Carbon capture

US energy provider NRG Energy plans to show that it can capture CO2 from conventional coal-fuelled, electric power plants on a commercial scale.

To do so, it has teamed up with Portsmouth, New Hampshire-based Powerspan, developers of a post-combustion, regenerative process that uses an ammonia-based solution to capture CO2 from the flue gas of a power plant and then release it in a form that is ready for safe transportation and permanent geological storage.

To date, CO2 capture demonstrations on coal-fuelled power plants have been conducted only at pilot scale. The new demonstration system will be conducted at NRG's WA Parish plant near Sugar Land, Texas, one of the largest coal power stations in the US.

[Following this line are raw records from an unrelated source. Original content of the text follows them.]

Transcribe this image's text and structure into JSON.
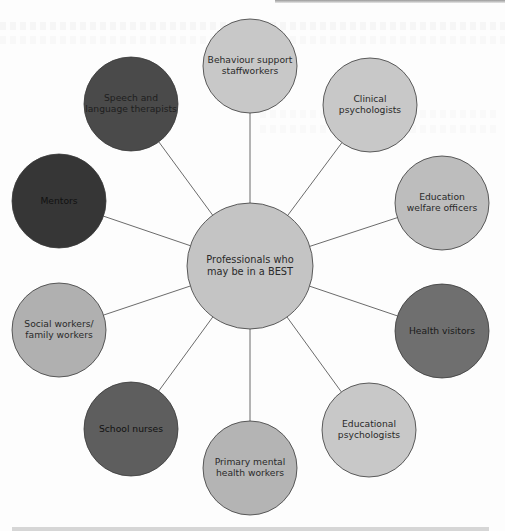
{
  "diagram": {
    "type": "hub-and-spoke",
    "center": {
      "label_lines": [
        "Professionals who",
        "may be in a BEST"
      ],
      "fill": "#c4c4c4",
      "text_color": "#2a2a2a"
    },
    "edge_color": "#5a5a5a",
    "stroke_color": "#3a3a3a",
    "nodes": [
      {
        "id": "behaviour-support",
        "label_lines": [
          "Behaviour support",
          "staffworkers"
        ],
        "fill": "#c8c8c8",
        "text_color": "#2a2a2a"
      },
      {
        "id": "clinical-psychologists",
        "label_lines": [
          "Clinical",
          "psychologists"
        ],
        "fill": "#c8c8c8",
        "text_color": "#2a2a2a"
      },
      {
        "id": "education-welfare-officers",
        "label_lines": [
          "Education",
          "welfare officers"
        ],
        "fill": "#bdbdbd",
        "text_color": "#2a2a2a"
      },
      {
        "id": "health-visitors",
        "label_lines": [
          "Health visitors"
        ],
        "fill": "#6f6f6f",
        "text_color": "#1a1a1a"
      },
      {
        "id": "educational-psychologists",
        "label_lines": [
          "Educational",
          "psychologists"
        ],
        "fill": "#c8c8c8",
        "text_color": "#2a2a2a"
      },
      {
        "id": "primary-mental-health-workers",
        "label_lines": [
          "Primary mental",
          "health workers"
        ],
        "fill": "#b4b4b4",
        "text_color": "#2a2a2a"
      },
      {
        "id": "school-nurses",
        "label_lines": [
          "School nurses"
        ],
        "fill": "#5e5e5e",
        "text_color": "#111111"
      },
      {
        "id": "social-family-workers",
        "label_lines": [
          "Social workers/",
          "family workers"
        ],
        "fill": "#b0b0b0",
        "text_color": "#2a2a2a"
      },
      {
        "id": "mentors",
        "label_lines": [
          "Mentors"
        ],
        "fill": "#363636",
        "text_color": "#111111"
      },
      {
        "id": "speech-language-therapists",
        "label_lines": [
          "Speech and",
          "language therapists"
        ],
        "fill": "#4a4a4a",
        "text_color": "#1e1e1e"
      }
    ]
  }
}
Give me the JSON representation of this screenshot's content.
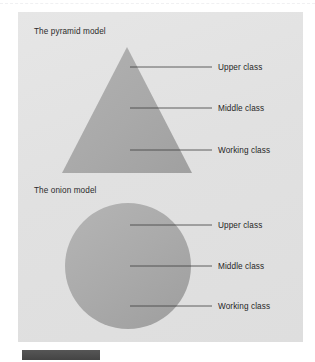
{
  "figure": {
    "background_color": "#e3e3e3",
    "shape_color": "#a9a9a9",
    "line_color": "#3c3c3c",
    "text_color": "#262626",
    "caption_bar_color": "#4a4a4a"
  },
  "pyramid": {
    "title": "The pyramid model",
    "shape": "triangle",
    "callouts": [
      {
        "label": "Upper class",
        "line_y": 67,
        "line_x1": 130,
        "line_x2": 212,
        "label_x": 218
      },
      {
        "label": "Middle class",
        "line_y": 108,
        "line_x1": 130,
        "line_x2": 212,
        "label_x": 218
      },
      {
        "label": "Working class",
        "line_y": 150,
        "line_x1": 130,
        "line_x2": 212,
        "label_x": 218
      }
    ],
    "geometry": {
      "apex_x": 127,
      "apex_y": 47,
      "base_y": 173,
      "base_left_x": 62,
      "base_right_x": 192
    }
  },
  "onion": {
    "title": "The onion model",
    "shape": "circle",
    "callouts": [
      {
        "label": "Upper class",
        "line_y": 225,
        "line_x1": 130,
        "line_x2": 212,
        "label_x": 218
      },
      {
        "label": "Middle class",
        "line_y": 266,
        "line_x1": 130,
        "line_x2": 212,
        "label_x": 218
      },
      {
        "label": "Working class",
        "line_y": 306,
        "line_x1": 130,
        "line_x2": 212,
        "label_x": 218
      }
    ],
    "geometry": {
      "center_x": 128,
      "center_y": 266,
      "radius": 63
    }
  }
}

Once operational in 2012, it is expected to capture and sequester about one million tons of CO2 annually - ranking it among the world's largest carbon capture projects and potentially the first to achieve commercial scale capture and sequestration from an existing coal-fuelled power plant.

Powerspan’s CO2 capture process, called "ECO2"  is a scrubbing process that uses an ammonia-based solution to capture CO2 from a flue gas. The CO2 capture takes place after the nitrogen oxides (NOx), sulphur dioxide (SO2), mercury and fine particulate matter have already been captured - either using Powerspan’s technology or any other air pollution control system.

Once the CO2 is captured, the resulting solution is regenerated to release the CO2 and ammonia. The ammonia is then recovered and returned to the scrubbing process and the CO2 is processed into a form that is ready for sequestration. Ammonia is not consumed in the scrubbing process, and no separate by-product is created.

The CO2 captured from the WA Parish plant is expected to be used in enhanced oilfield recovery operations in the Houston, Texas area.